Easier, more supportive methadone clinic care
Methadone Patient Access to Collaborative Treatment (MPACT)
This project partners with methadone clinics to change staff practices so patients can get more flexible, trauma‑informed care like take‑home doses and telehealth.
Quick facts
| Grant type | NIH-funded research |
|---|---|
| Study type | NIH-funded research |
| Funding institution | University of Arizona NIH-funded |
| Lab location | 1 site (Tucson, United States) |
| Project ID | NIH-11358201 on NIH RePORTER |
What this research studies
You may see clinic staff trained to use trauma‑informed approaches and to change routines that feel punitive or 'carceral.' The team will work directly with opioid treatment programs to pilot the MPACT practice‑change intervention and support staff in addressing their own work‑related trauma and beliefs. The goal is to make concrete changes such as multi‑day dosing, fewer routine urine tests for stable patients, and more telehealth options that help rural or homebound patients. The project will track whether these changes reduce treatment interruptions and relapse and can be sustained at participating clinics.
Who could benefit from this research
Good fit: People receiving methadone maintenance at participating opioid treatment programs, especially those who need take‑home dosing, live in rural areas, or have trouble attending daily visits.
Not a fit: People not enrolled in methadone programs (for example those on buprenorphine only) or those unable to attend participating clinics are unlikely to benefit directly from this project.
Why it matters
Potential benefit: If successful, clinics may keep more people in methadone treatment and reduce relapses and overdoses by making care more flexible and supportive.
How similar studies have performed: Earlier COVID‑era policy flexibilities gave temporary examples of more flexible care but did not produce widespread lasting change, so this intervention builds on limited prior experience and is partly novel.
Where this research is happening
Tucson, United States
- University of Arizona — Tucson, United States (Active)
Researchers
- Principal investigator: Meyerson, Beth — University of Arizona
- Study coordinator: Meyerson, Beth
About this research
- This is an active NIH-funded research project — typically early-stage science, not a clinical trial accepting patient enrollment.
- Some NIH-funded labs run parallel clinical studies or seek volunteers for related work. To check, contact the principal investigator or institution listed above.
- For full project details, budget, and progress reports, visit the official NIH RePORTER page below.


Work order: Would you give back exactly the lines from the line with "Where is tree? Use (x1, y1, x2, y2)." through the end of the entries below, both included, but none of the pictures?
___ Task material ___
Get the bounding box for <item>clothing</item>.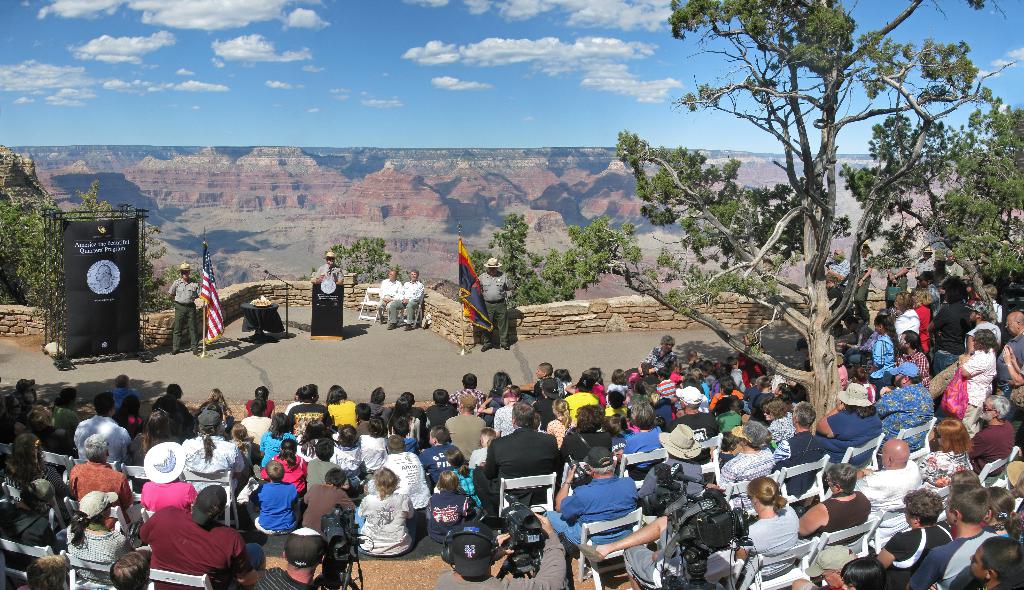
(286, 402, 332, 435).
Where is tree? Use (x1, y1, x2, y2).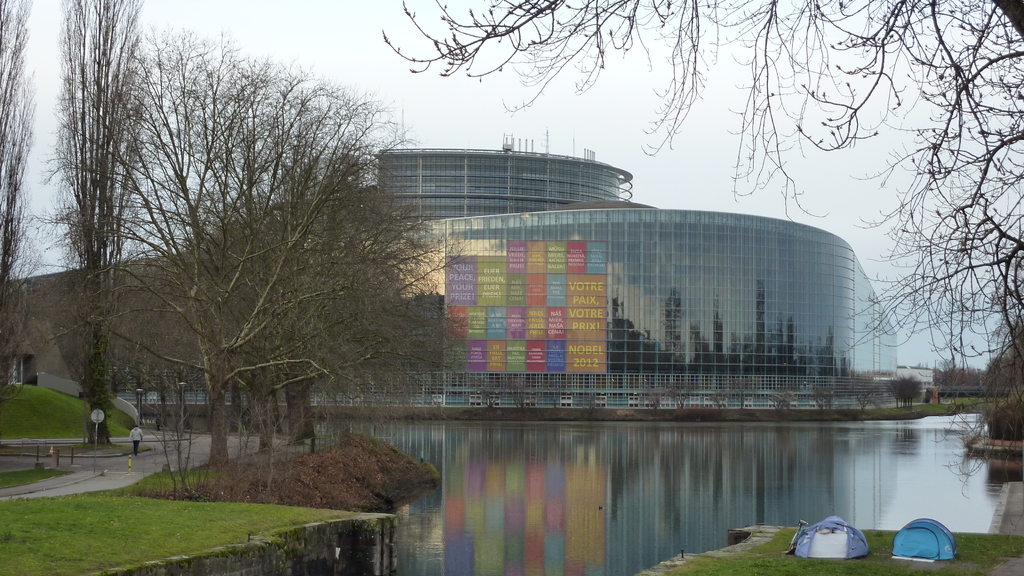
(850, 392, 877, 413).
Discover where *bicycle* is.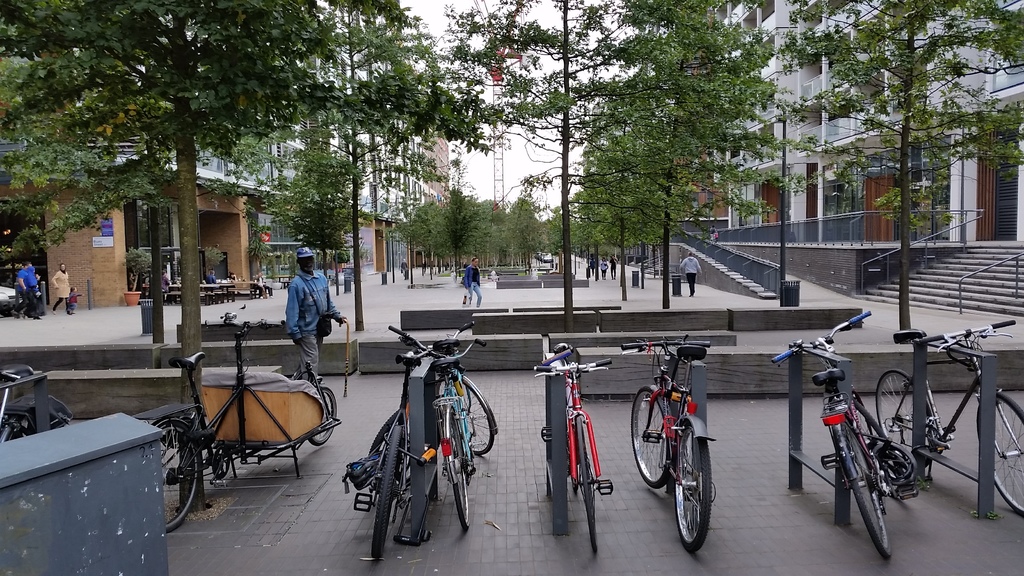
Discovered at x1=769 y1=307 x2=919 y2=562.
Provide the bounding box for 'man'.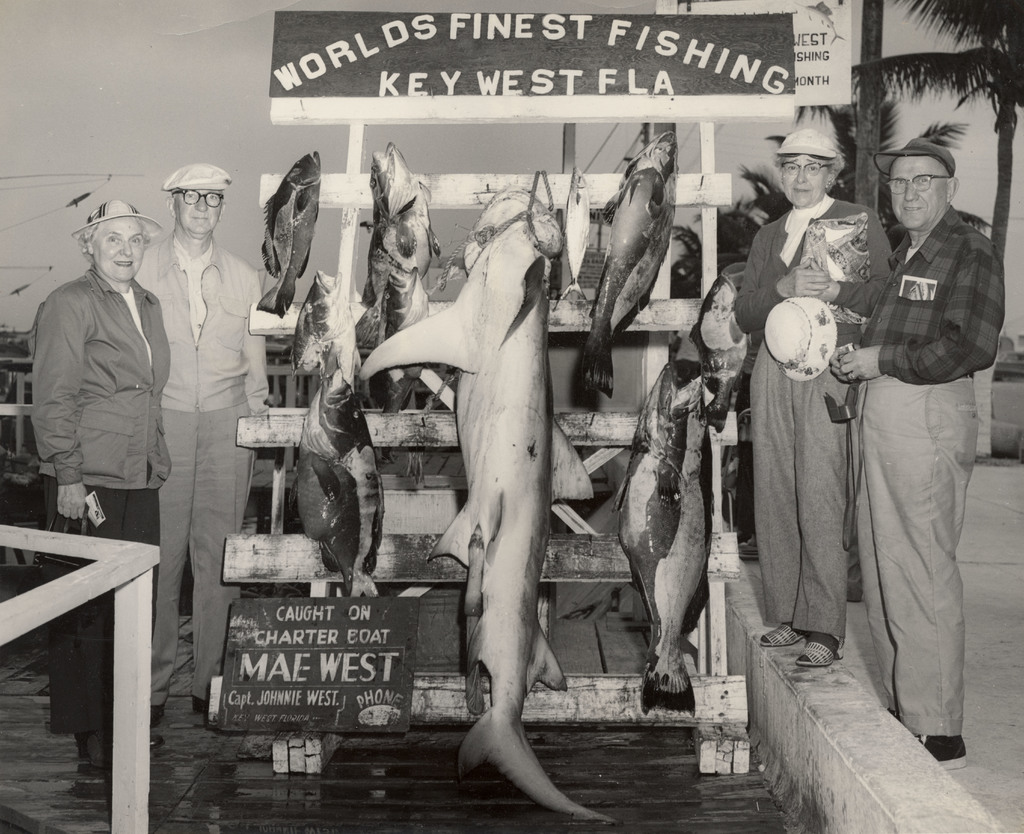
left=730, top=131, right=891, bottom=662.
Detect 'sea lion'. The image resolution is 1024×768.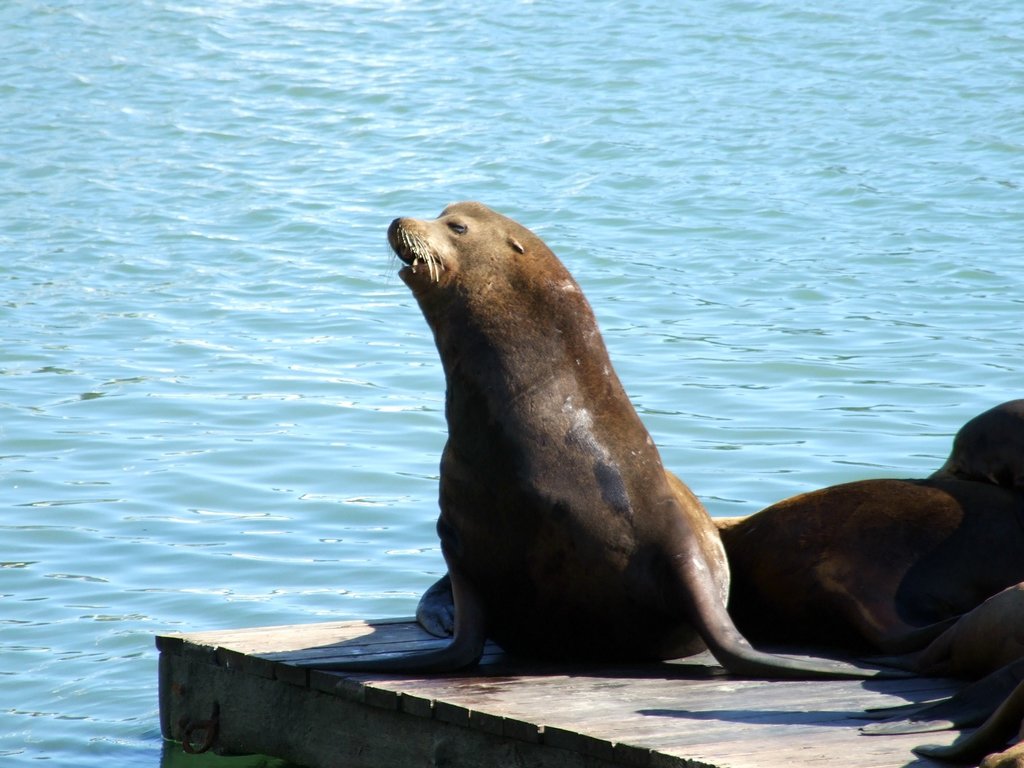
___
Your solution:
Where is tree? Use (x1, y1, x2, y2).
(850, 392, 877, 413).
Discover where *bicycle* is.
Discovered at x1=769 y1=307 x2=919 y2=562.
Provide the bounding box for 'man'.
left=730, top=131, right=891, bottom=662.
Detect 'sea lion'. The image resolution is 1024×768.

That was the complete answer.